While the movie contains one hell of a good cast I would point out Artelle Kebbel (Catherine) and Andrew Lee Potts (Kenneth) as standouts. Kebbel just has it happening, why isn't this chick headlining more horror movies? - we all knew Potts could act following his work in the Brit Sci-Fi series Primevil, but in Red Mist he's kicking it big time.

Sorry well over the word limit here trying to wrap it. I wasn't sure what to expect when Red Mist hit my review pile, I must admit to not having caught up with Shrooms yet, but I got one hell of a surprise. While the movie does have the odd weak moment, why on earth did they keep trying to pretend events were set in the U.S with all those Brit accents going down, those moments aren't enough to void your enjoyment of an above average horror flick. Full recommendation to serious fans, I had the time of my life and am indebted to Director Breathnach for reminding me just what horror is all about. A serious horror movie that will have you feeling very nervous about just what might happen to our young Doctors. Expect the worse people.

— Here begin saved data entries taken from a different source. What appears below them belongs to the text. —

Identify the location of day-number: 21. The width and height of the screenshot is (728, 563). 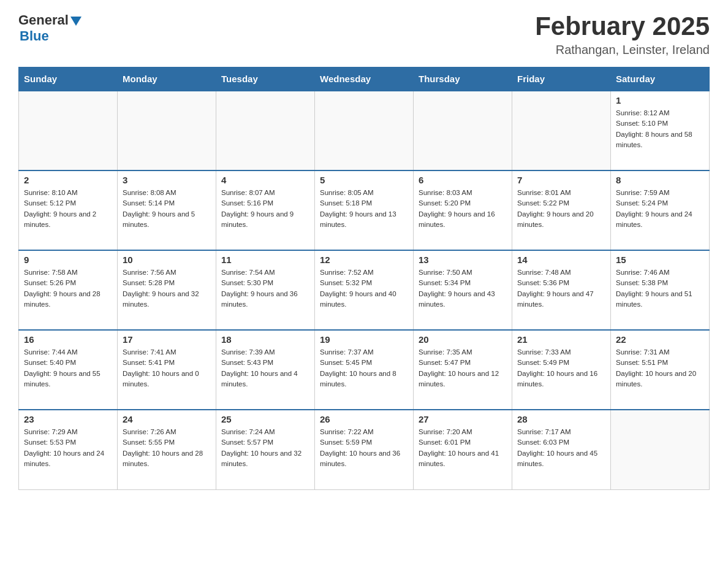
(561, 340).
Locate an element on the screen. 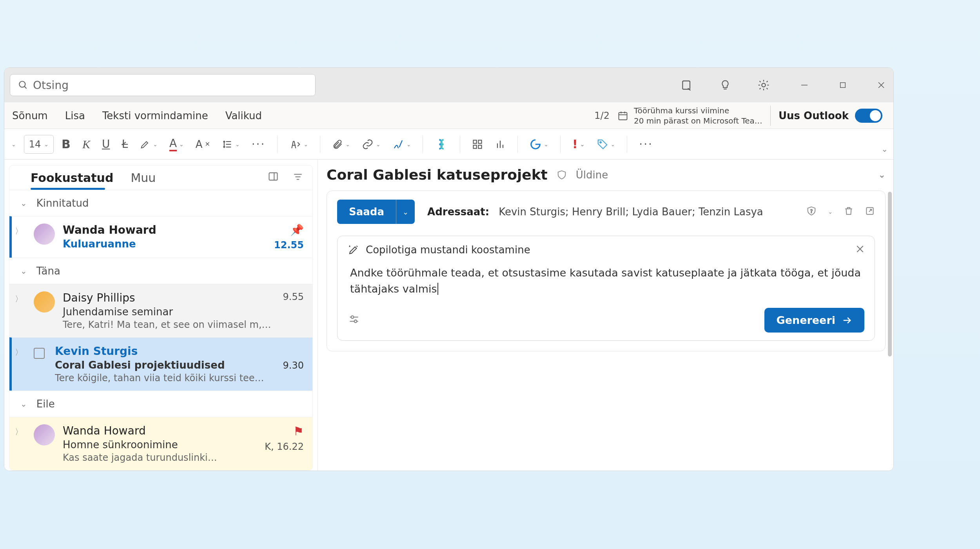 This screenshot has height=549, width=980. scrollbar is located at coordinates (890, 274).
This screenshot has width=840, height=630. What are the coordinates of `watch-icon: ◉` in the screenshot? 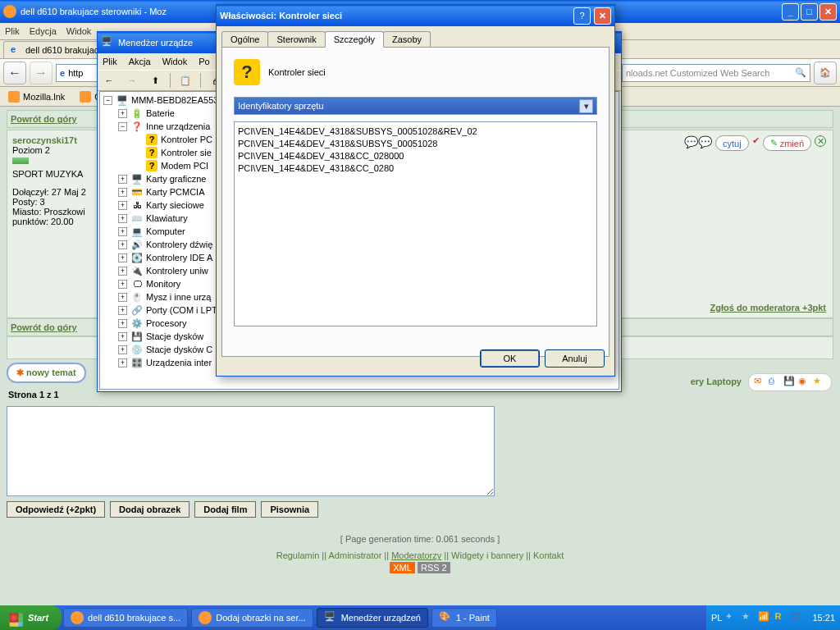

Naturally Red Mist didn't get a cinema thing happening Downunder, why show quality horror when you can throw filtered Hollywood fare at people, but the DVD will be hitting shelves in February from the good folk at Icon, who are really hitting some very decent dark genre product currently. I don't have the finalised DVD specifications, though you do get a trailer for Shark Night 3D, yo shark movies a guilty pleasure over here, fingers crossed for another excellent Icon release. Get down tonight and mark Red Mist down as must watch material going forward.

ScaryMinds Rates this movie as ...

  Director Paddy Breathnach underlines how a horror movie should work.